Council leader warns of health and care cuts
- Published
Urgent action is needed to reduce a predicted multi-million pound overspend by the organisation which provides health and social care services in the north-east, according to the leader of Aberdeenshire Council.
Councillor Gillian Owen said that under a worst-case scenario, Aberdeenshire Health and Social Care Partnership could be £26m over budget by the end of the current financial year.
Aberdeenshire Council would be liable for about £11m of that.
Ms Owen said the authority was focused on working with the partnership to reduce the overspend and warned it could affect care.
“It’s essential the partnership reduce this cost,” she said.
“Could this impact care? Yes. It has done with the closure of Westbank care home , external[in Oldmeldrum] and the reduction in the Minor Injuries Units during the evening.”
The opening hours of the minor injury units in Huntly, Peterhead and Fraserburgh were reduced in a bid to save money earlier this year.
John Tomlinson, chairman of the Aberdeenshire Integration Joint Board, said: “The Aberdeenshire IJB is in a difficult financial position as most organisations across the public sector are.
“In Aberdeenshire we have a population which is ageing at a considerably faster rate than the national average and this means that there are more people who require services now and in the future.
“Officers from the Aberdeenshire Health & Social Care Partnership are working incredibly hard to control budgets and implement agreed savings whilst still delivering the services which people need and they have the IJB’s full support in the work that they do.”
Aberdeenshire Council is due to discuss an update on its financial performance for the first quarter of the financial year on 26 September.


__Task instructions__
The entire listing below should be output exactly as it stands.
━━━ Provided data ━━━
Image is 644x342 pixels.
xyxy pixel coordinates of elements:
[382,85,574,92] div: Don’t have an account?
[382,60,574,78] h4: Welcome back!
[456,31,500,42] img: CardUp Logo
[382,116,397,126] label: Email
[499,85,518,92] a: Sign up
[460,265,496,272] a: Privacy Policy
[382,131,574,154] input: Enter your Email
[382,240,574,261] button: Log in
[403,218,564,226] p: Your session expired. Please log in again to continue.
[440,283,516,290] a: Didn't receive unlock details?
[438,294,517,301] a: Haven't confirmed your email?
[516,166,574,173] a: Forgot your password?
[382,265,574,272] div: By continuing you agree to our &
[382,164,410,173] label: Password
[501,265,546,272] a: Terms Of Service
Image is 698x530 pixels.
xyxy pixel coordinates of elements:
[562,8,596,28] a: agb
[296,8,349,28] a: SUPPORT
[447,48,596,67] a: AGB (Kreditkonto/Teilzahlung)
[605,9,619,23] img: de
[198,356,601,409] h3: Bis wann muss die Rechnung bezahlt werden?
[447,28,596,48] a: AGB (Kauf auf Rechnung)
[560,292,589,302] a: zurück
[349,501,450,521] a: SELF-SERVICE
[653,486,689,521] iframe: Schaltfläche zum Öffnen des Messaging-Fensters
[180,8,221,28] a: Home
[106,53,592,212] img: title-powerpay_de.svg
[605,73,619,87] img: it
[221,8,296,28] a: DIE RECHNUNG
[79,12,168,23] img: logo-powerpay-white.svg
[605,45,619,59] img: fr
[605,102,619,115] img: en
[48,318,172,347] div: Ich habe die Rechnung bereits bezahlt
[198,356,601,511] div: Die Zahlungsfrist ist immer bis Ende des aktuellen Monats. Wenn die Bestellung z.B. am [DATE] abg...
━━━
__Result of this exercise__
Image is 644x342 pixels.
xyxy pixel coordinates of elements:
[382,85,574,92] div: Don’t have an account?
[382,60,574,78] h4: Welcome back!
[456,31,500,42] img: CardUp Logo
[382,116,397,126] label: Email
[499,85,518,92] a: Sign up
[460,265,496,272] a: Privacy Policy
[382,131,574,154] input: Enter your Email
[382,240,574,261] button: Log in
[403,218,564,226] p: Your session expired. Please log in again to continue.
[440,283,516,290] a: Didn't receive unlock details?
[438,294,517,301] a: Haven't confirmed your email?
[516,166,574,173] a: Forgot your password?
[382,265,574,272] div: By continuing you agree to our &
[382,164,410,173] label: Password
[501,265,546,272] a: Terms Of Service
Image is 698x530 pixels.
xyxy pixel coordinates of elements:
[562,8,596,28] a: agb
[296,8,349,28] a: SUPPORT
[447,48,596,67] a: AGB (Kreditkonto/Teilzahlung)
[605,9,619,23] img: de
[198,356,601,409] h3: Bis wann muss die Rechnung bezahlt werden?
[447,28,596,48] a: AGB (Kauf auf Rechnung)
[560,292,589,302] a: zurück
[349,501,450,521] a: SELF-SERVICE
[653,486,689,521] iframe: Schaltfläche zum Öffnen des Messaging-Fensters
[180,8,221,28] a: Home
[106,53,592,212] img: title-powerpay_de.svg
[605,73,619,87] img: it
[221,8,296,28] a: DIE RECHNUNG
[79,12,168,23] img: logo-powerpay-white.svg
[605,45,619,59] img: fr
[605,102,619,115] img: en
[48,318,172,347] div: Ich habe die Rechnung bereits bezahlt
[198,356,601,511] div: Die Zahlungsfrist ist immer bis Ende des aktuellen Monats. Wenn die Bestellung z.B. am [DATE] abg...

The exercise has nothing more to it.